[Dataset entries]
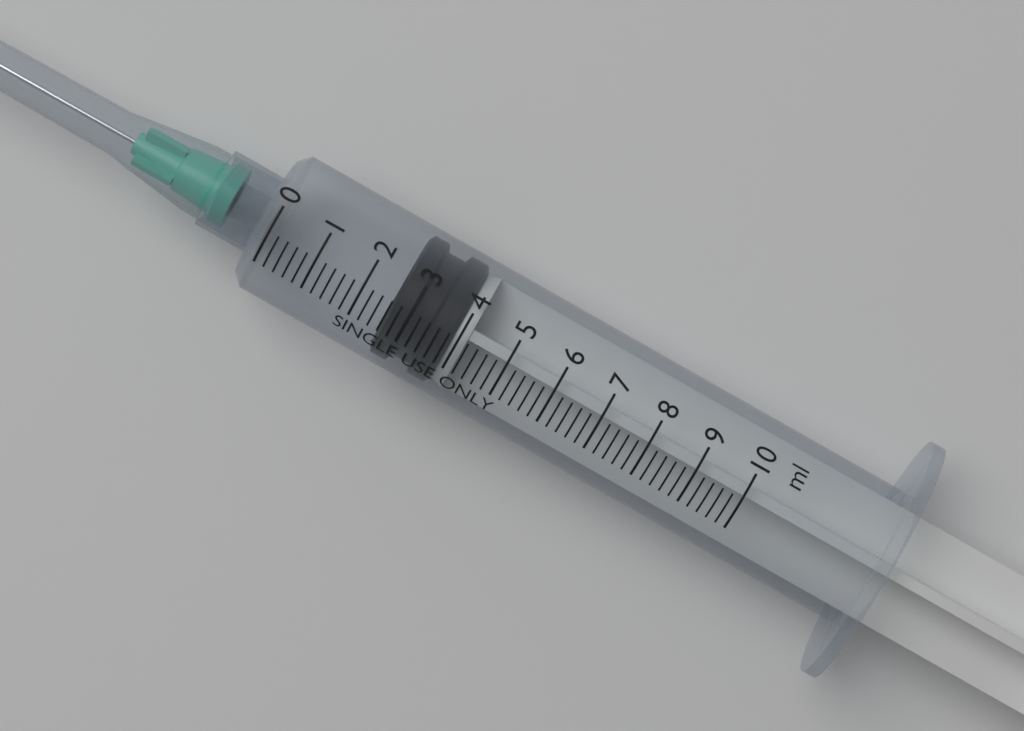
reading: 2.6 ml
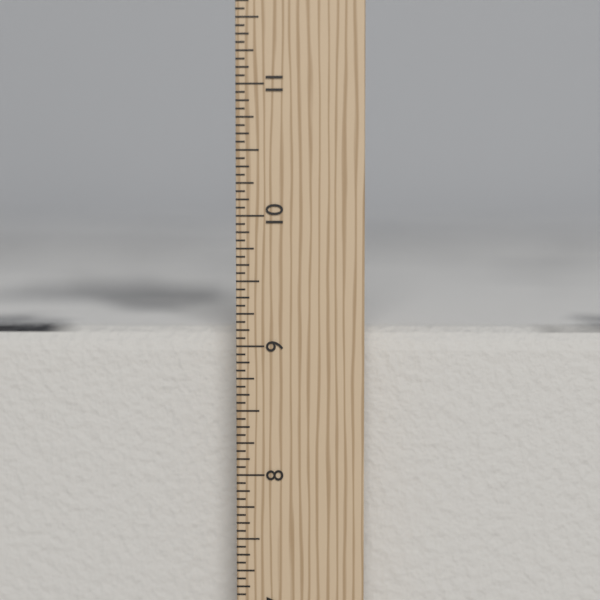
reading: 9.1250 in
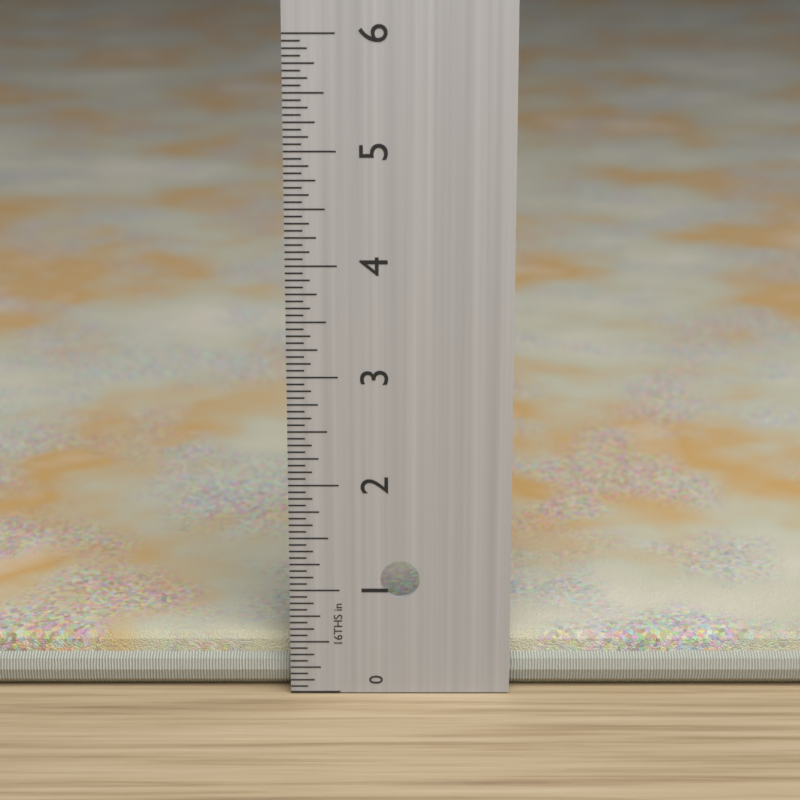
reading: 0.5000 in
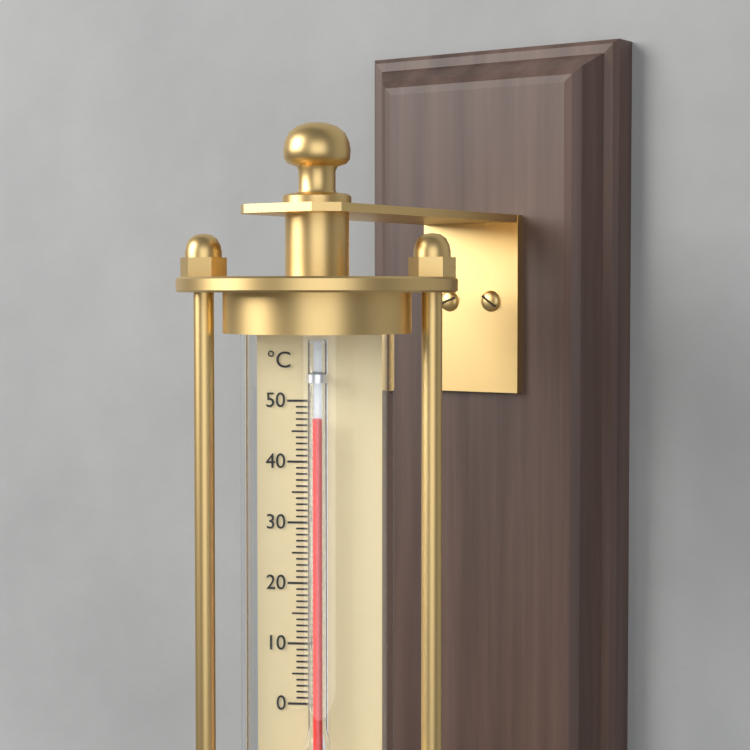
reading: 47 °C
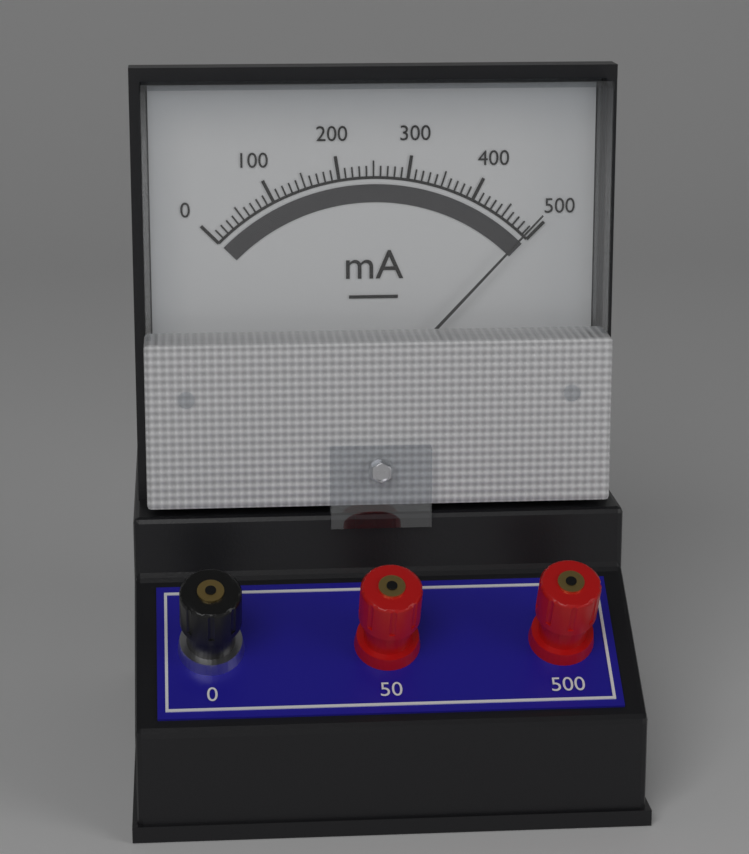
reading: 490 mA
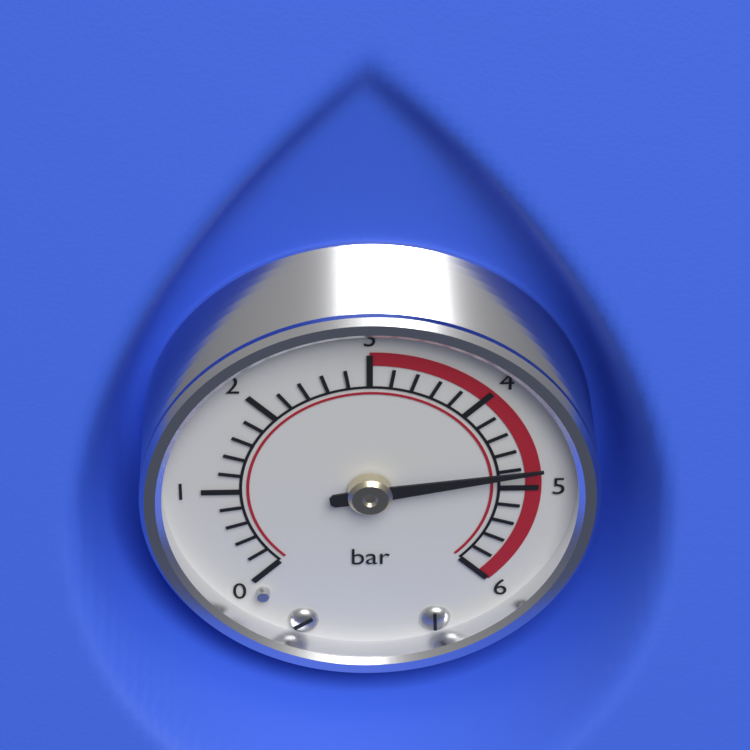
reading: 4.8 bar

Directions — Quote all the lines above exactly as given. Do not include the pictures.

Expected output —
reading: 2.6 ml
reading: 9.1250 in
reading: 0.5000 in
reading: 47 °C
reading: 490 mA
reading: 4.8 bar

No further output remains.